Under this definition, it’s easy to think that we’re advocating for all data to be treated as assets but that’s not quite the case. For example, at Starhive we would not consider things like tasks, issues, or projects as assets. These entities tend to have some performative element to them. Someone (or something) needs to perform a particular task.

We also believe that what is an asset to one business will not be an asset to another. It’s all about what value the object brings to the business.

Assets beyond IT

This mindset of anything can be an asset applies universally across departments.

  • HR teams manage assets like access cards, job roles, career paths, and people-related data.

  • Legal teams consider contract templates, compliance processes, and negotiation frameworks as critical assets.

  • Facilities teams track traditional physical assets, as well as vendors and contracts.
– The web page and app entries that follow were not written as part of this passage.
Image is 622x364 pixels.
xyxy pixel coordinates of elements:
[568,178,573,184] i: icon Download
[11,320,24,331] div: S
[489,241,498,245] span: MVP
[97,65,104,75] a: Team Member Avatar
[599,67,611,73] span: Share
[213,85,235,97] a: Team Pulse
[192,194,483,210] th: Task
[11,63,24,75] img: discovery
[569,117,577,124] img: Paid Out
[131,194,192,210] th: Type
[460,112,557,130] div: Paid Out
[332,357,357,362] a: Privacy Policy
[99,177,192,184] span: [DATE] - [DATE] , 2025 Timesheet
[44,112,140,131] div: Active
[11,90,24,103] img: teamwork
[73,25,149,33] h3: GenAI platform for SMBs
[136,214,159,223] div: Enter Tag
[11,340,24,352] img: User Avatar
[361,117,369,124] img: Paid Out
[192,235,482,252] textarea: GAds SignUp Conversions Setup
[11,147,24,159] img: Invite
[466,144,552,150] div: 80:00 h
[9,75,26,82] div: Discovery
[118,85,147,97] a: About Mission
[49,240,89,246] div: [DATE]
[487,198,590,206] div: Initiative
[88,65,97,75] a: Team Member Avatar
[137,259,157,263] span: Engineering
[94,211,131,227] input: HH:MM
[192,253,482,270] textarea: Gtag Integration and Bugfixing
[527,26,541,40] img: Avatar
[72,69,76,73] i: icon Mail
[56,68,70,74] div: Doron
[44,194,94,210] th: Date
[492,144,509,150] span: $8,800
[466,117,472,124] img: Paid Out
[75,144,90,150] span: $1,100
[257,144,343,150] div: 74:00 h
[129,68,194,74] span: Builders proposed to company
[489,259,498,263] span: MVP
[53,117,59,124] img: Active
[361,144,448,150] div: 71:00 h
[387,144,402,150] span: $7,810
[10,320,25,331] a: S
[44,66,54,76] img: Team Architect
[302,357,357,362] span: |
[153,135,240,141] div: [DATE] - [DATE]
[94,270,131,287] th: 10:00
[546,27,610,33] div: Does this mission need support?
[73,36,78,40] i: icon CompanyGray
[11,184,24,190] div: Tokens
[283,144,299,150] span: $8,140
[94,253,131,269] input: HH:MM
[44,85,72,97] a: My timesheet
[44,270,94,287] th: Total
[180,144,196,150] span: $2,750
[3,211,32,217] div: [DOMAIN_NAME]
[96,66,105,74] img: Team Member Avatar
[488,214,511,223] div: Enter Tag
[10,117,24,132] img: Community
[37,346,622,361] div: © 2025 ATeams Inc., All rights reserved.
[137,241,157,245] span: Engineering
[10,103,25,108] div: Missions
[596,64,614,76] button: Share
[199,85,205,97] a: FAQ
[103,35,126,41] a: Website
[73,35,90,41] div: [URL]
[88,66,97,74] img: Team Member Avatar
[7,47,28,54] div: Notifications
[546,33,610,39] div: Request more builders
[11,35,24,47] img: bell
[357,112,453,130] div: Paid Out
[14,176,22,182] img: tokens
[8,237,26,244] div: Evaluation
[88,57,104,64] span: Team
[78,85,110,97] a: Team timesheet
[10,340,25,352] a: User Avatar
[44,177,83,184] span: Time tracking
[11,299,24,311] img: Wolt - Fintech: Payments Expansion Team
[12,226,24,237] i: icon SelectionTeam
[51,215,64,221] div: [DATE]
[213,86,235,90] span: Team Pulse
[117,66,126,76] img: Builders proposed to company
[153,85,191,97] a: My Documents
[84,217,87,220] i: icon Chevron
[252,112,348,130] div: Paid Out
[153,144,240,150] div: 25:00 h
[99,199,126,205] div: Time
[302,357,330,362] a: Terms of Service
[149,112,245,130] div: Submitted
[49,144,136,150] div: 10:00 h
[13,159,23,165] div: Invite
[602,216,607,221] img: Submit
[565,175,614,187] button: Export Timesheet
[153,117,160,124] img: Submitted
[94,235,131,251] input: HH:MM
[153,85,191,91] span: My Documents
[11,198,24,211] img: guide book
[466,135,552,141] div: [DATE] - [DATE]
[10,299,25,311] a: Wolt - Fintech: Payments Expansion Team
Under this broader definition, assets aren’t just tools: they are the foundational elements that support everyday operations. They’re dynamic, interconnected, and often specific to the context of the team using them.


Summary: a new definition of IT assets

The definition of an IT asset has already shifted due to the move to the cloud. We think it needs to shift further. At Starhive, we believe that anything of value or importance to your organisation that needs to be managed by the IT team is an IT asset.

That includes the traditional hardware and software, but also the more abstract, contextual, or immaterial elements that make your department (and business) run. Starhive is built for this broader, contextual understanding. We support custom data models that reflect your organisation’s unique structure. You can define, track, and connect any kind of asset in one unified system. It’s built for how businesses operate today, not twenty years ago.

This broader view isn’t just more accurate—it’s essential. In an age where complexity is growing and digital transformation is constant, organisations need IT asset management systems that can keep up.

So next time you ask, “What’s an asset?”—maybe the better question is, “What isn’t?”

Want to explore your assets? Why not chat with us about them?